Monday, July 8, 2013

Clear and explicit commandment

A few years ago I read the book I'm OK, You're Not by John Shore. In it he humorously explains that Christianity's focus on the Great Commission (bring all nations to Christ) means we make a mess of the Great Commandment (love one another). I recommend it, though you can't borrow my copy, I've given it away.

I've found Shore's blog and one of his entries is Taking God at His Word: The Bible and Homosexuality. This is the opening essay of his book UNFAIR: Christians and the LGBT Question. He explains why Christianity is wrong to condemn gay people and he does it in a way that is different and harsher (on Christians) than I've seen before. Here are some of the points he makes:

Follow the Biblical directive of compassion, which means advocating for full equality and inclusion, or follow the Biblical directive that homosexuality is a sin? False choice. Check those passages on homosexuality again.

There is no clear and explicit directive in the Bible that gay people should be ostracized. So don't do it. The suffering imposed on gay people by the church is so severe that shunning gays had better be backed by a clear and explicit commandment in the Bible, which isn't there.

The Bible says very little about homosexuality, only 6-7 verses. Yet Christians apply absolute standards of morality with absolute penalty based on them. This is for a "sin" that they have no interest in committing. However, there are lots of passages that insist on love, fairness, compassion, and the rejection of legalism. But since Christians routinely violate these ideals the standard of morality is much lower, taking circumstances and degree of harm into account. Homosexuality is the one exception.

The Bible isn't a rulebook. When one passage is pulled out of context it cannot be clearly understood. The Bible is so old that even the most fundamentalist do not take all of it literally. Claiming moral helplessness because "It's in the Bible" does a disservice to the book.

Using Old Testament passages to condemn gay people should not be done because St. Paul tells us not to do that. Here is one of several such passages:
The former regulation is set aside because it was weak and useless (for the law made nothing perfect), and a better hope is introduced, by which we draw near to God. —Hebrews 7:18-19
There are already so many Old Testament laws we ignore, such as the dietary laws.

As for the New Testament, we've already decided that many of its directives no longer apply to today. This includes women required to remain quiet in church. We no longer use the Bible to justify slavery and denying women the right to vote.

In the same way the New Testament verses describing homosexuality must be understood within their historical context. And the context Paul was writing about was coercive, non-consensual sex between men and boys. This was about power, not love. The same kind of coercion between a man and a woman is also condemned. In addition, the concept of a homosexual orientation was unknown to Paul so he was talking about straight people going against their nature. Paul couldn't have been writing about homosexuality any more than he could have been writing about smartphones.

Because the concept of gay marriage was unknown to Paul he couldn't say anything about sex acts within it. And because all sex acts outside of marriage are considered sin, denying gay marriage condemns gay couples to sin. So Christians cause gay couples to sin, then blame them for that sin.
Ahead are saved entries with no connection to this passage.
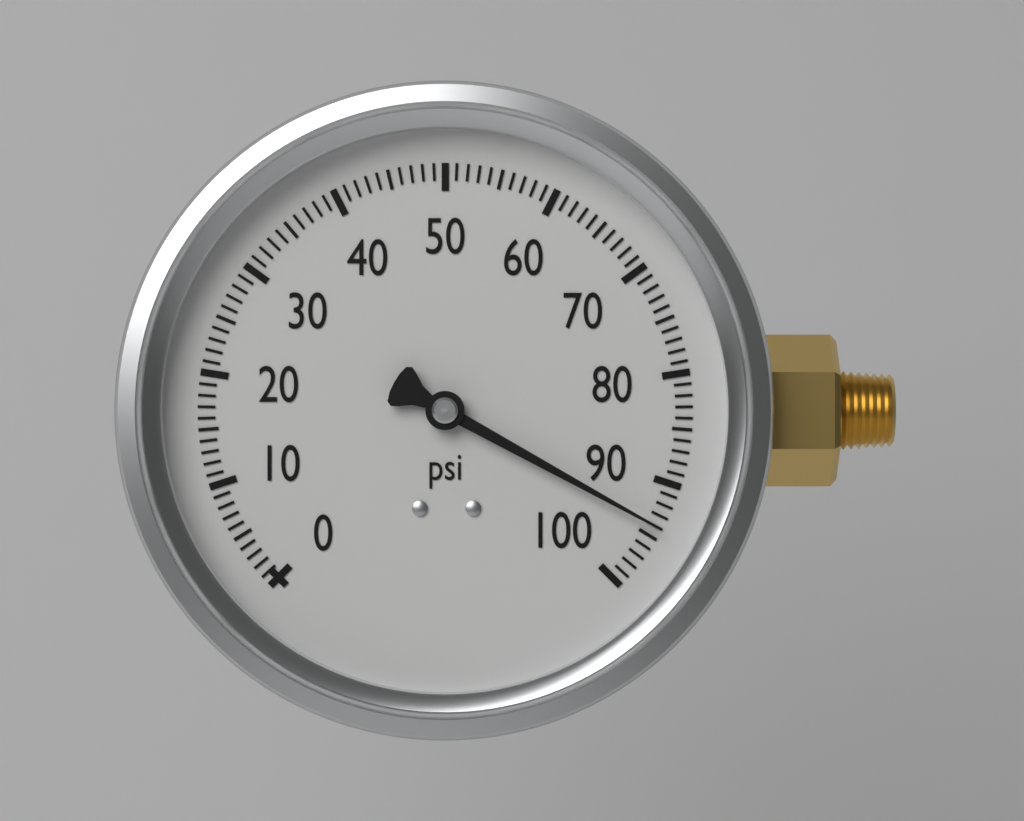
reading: 94 psi
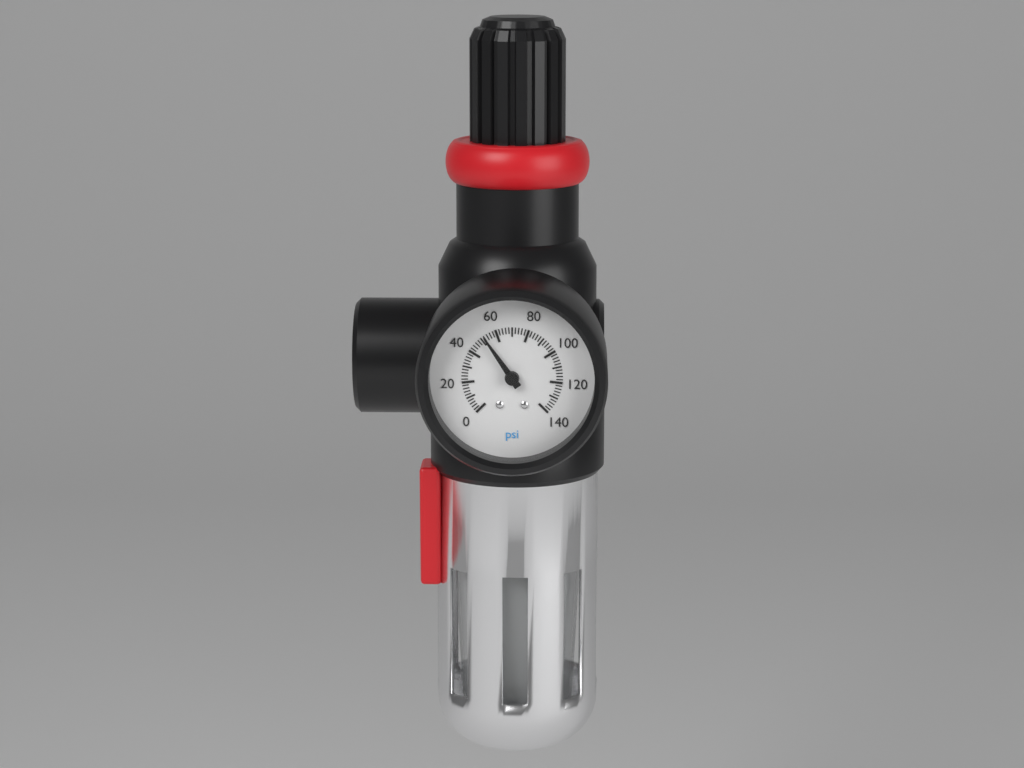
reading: 52 psi
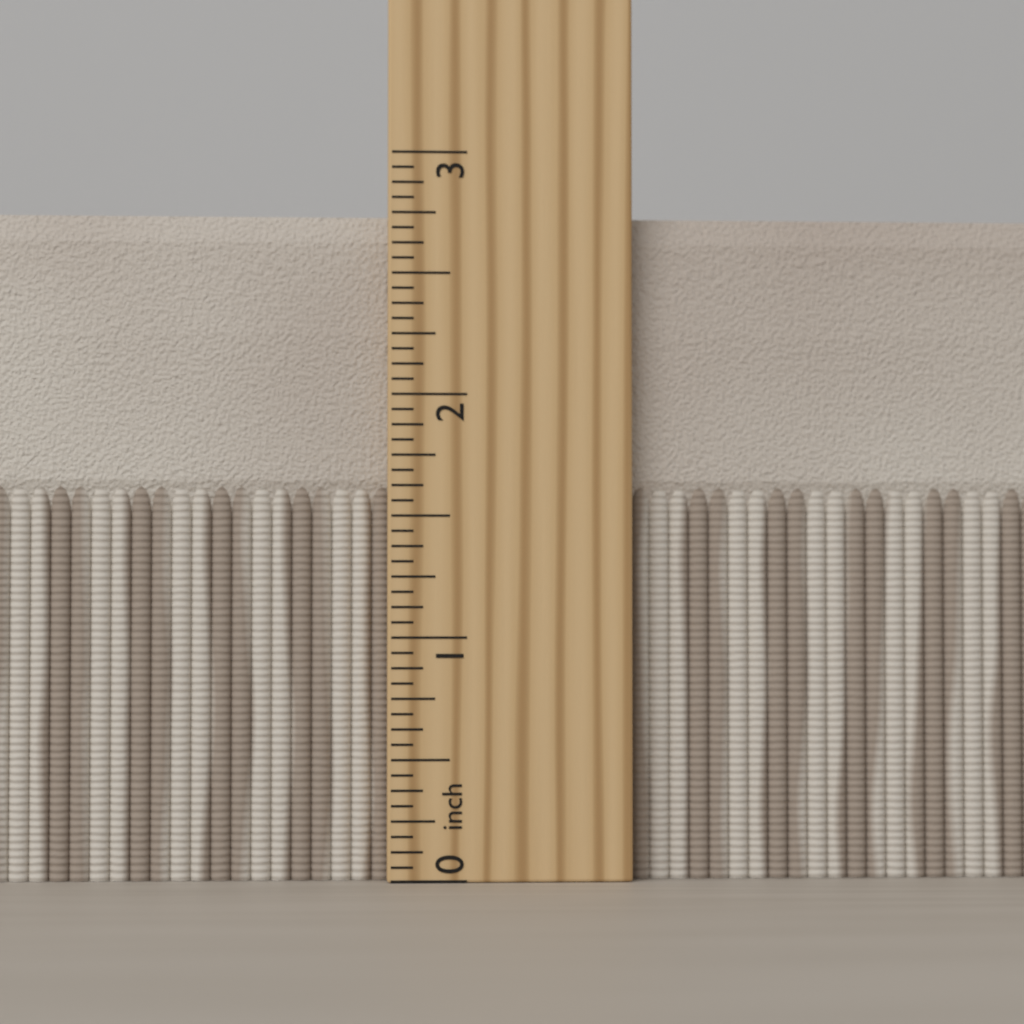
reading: 2.7500 inch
Unfair.

Thinking that gay sex is icky does not make it a sin.

Shore concludes this way:
Christians desiring to do and live the will of Jesus are morally obligated to always err on the side of love. Taken all together, the evidence—the social context in which the Bible was written, the lack of the very concept of gay people in Paul’s time, the inability of gay people to marry, the inequity between how the clobber passages are applied between a majority and a minority population, the injustice of exclusion from God’s church on earth and from human love as the punishment for a state of being over which one has no choice—conclusively shows that choosing to condemn and exclude gay people based on the Bible is the morally incorrect choice.